Castillo and Asion say they won’t return to Cuba, though Asion visited once in the 1980s. Castillo’s brother visited the island in 2002, after their mother’s death, and came back “disheveled, and emotionally distraught from the things he saw.”
“We actually thought about going to Cuba on vacation,” Asion says of his first reaction to Obama’s announcement. “But then I realized that I couldn’t lay on the beach at a resort, having somebody wait on me, while I know that just a few miles away, my family’s hungry. I can’t do that.”
“I have mixed emotions,” Asion says, on the potential for a diplomatic thaw. “Obviously, what we’ve done doesn’t work. I have family down there who are suffering as a resultI’m not going to say it’s the United States’ fault. I fault Fidel Castro for all the crap they’re going through. But the bottom line is they are suffering. If we can do something to alleviate that suffering, then more power to us.”
As Carmen’s Cuban Café clears out and the Independence Day celebration winds down, Alfonso Sama, owner of the restaurant, takes off his apron and sips a café cortado. He is 68, but looks about 50, and has a shaved head and several tattoos. In 1962, he escaped Cuba with three other men on an inflated raft they stole from the Cuban Army. After days at sea, they were captured by a U.S submarine and taken to Guantánamo, where they were later cleared for a humanitarian flight to the U.S.
“I saw that I was creating a dream for someone else,” he says of his decision to leave.
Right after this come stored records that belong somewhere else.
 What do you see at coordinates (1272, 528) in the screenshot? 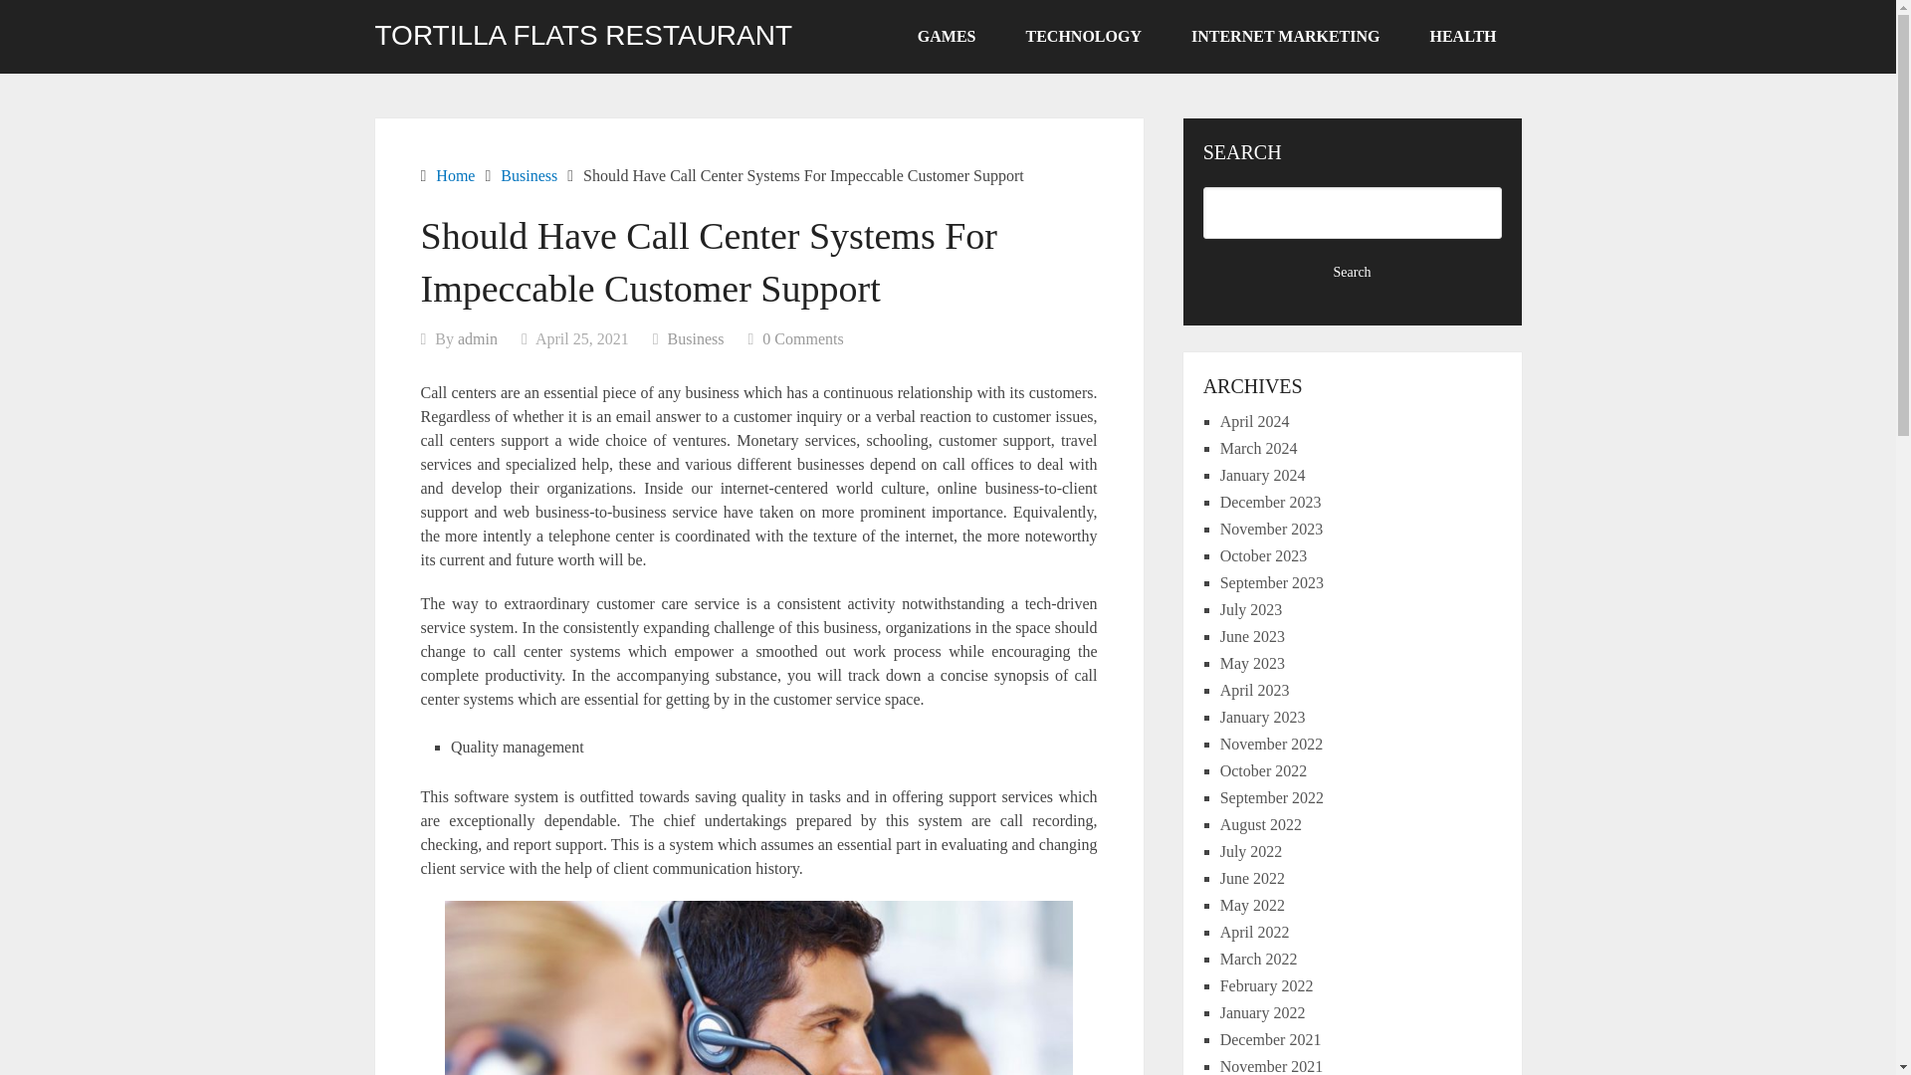
I see `November 2023` at bounding box center [1272, 528].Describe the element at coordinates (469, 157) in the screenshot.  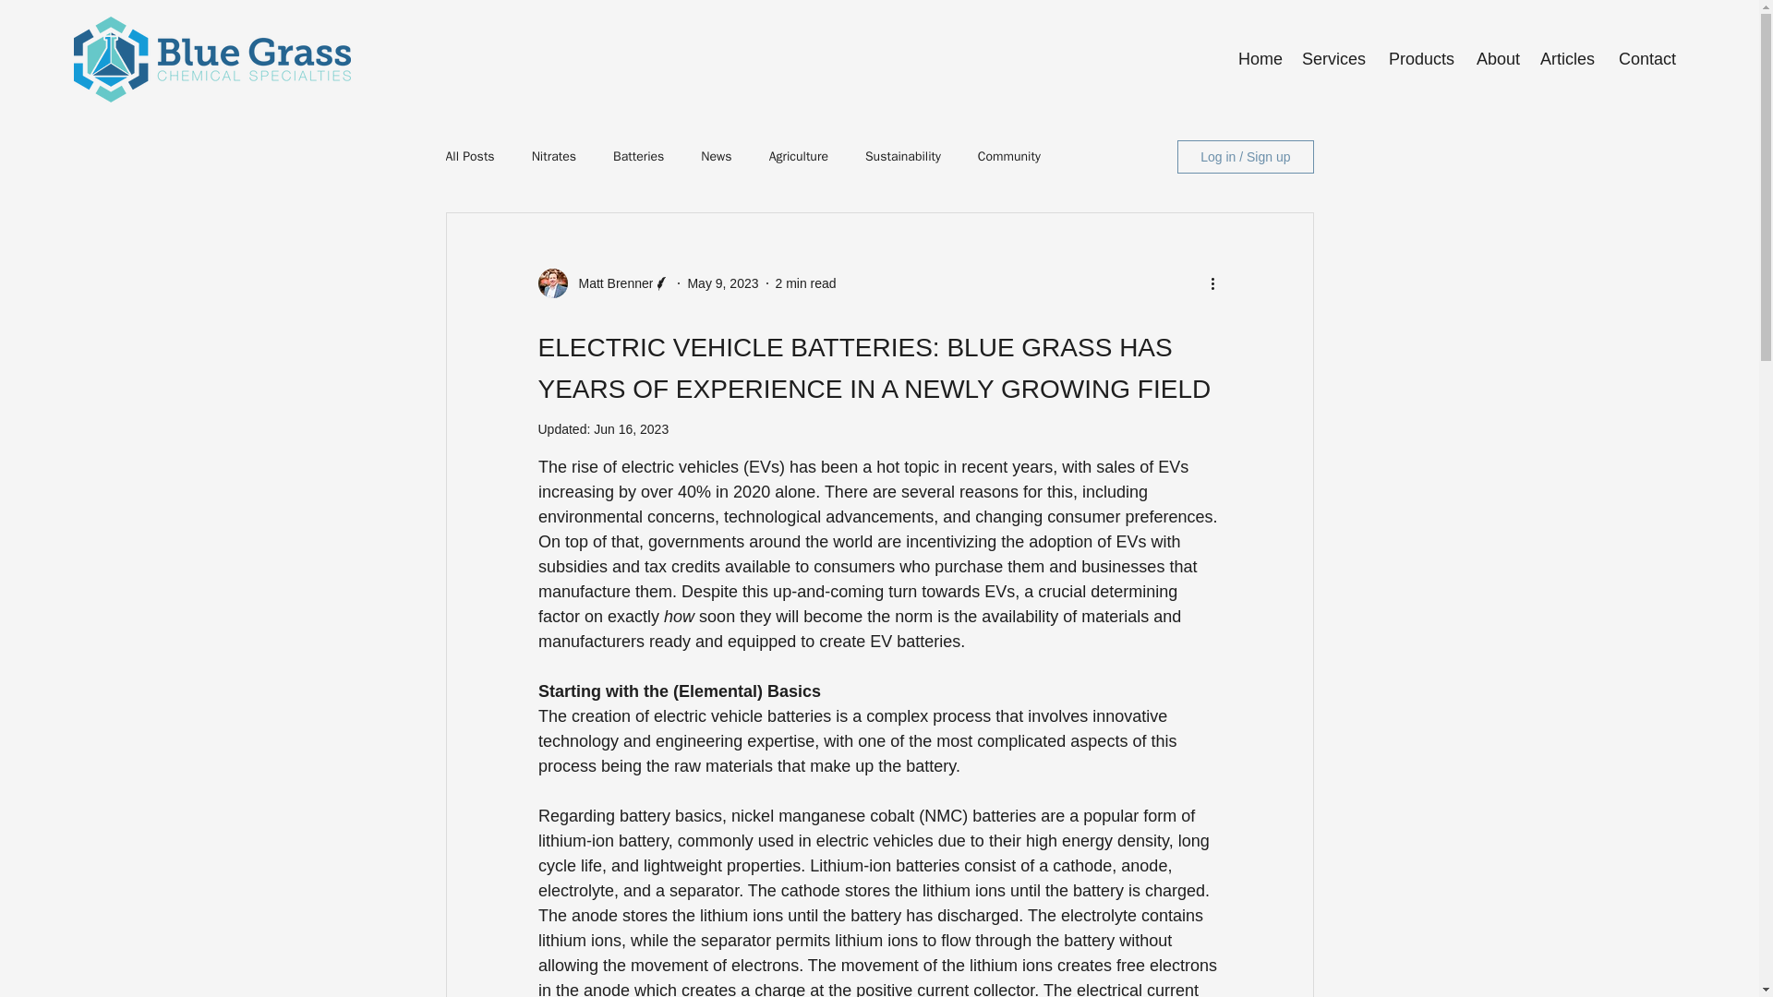
I see `All Posts` at that location.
He was in training to become a pilot in Batista’s army, and says he spent a year in jail after the revolution “just for running my mouth.”
Later, his motherthe namesake of Carmen’s, who raised Sama alone after her husband died when Alfonso was just 7joined him in the U.S. after obtaining a visa through Spain. He went on to open several clubs in New York City and Chapel Hill, before opening Carmen’s.
“The people who came in the ’60s had that drive to become something else,” he says.
He sees Cuba changing, with Castro handing power over to his brother, Raúl. He thinks the embargo will soon be lifted, which he says should be predicated on Cuba releasing its political prisoners. “He’s got to give,” he says of Raúl Castro.
Cubans in the U.S. can’t determine Cuba’s future, Sama adds. Instead, that decision lies with the Cubans on the island. “The young generation is always going to take over.”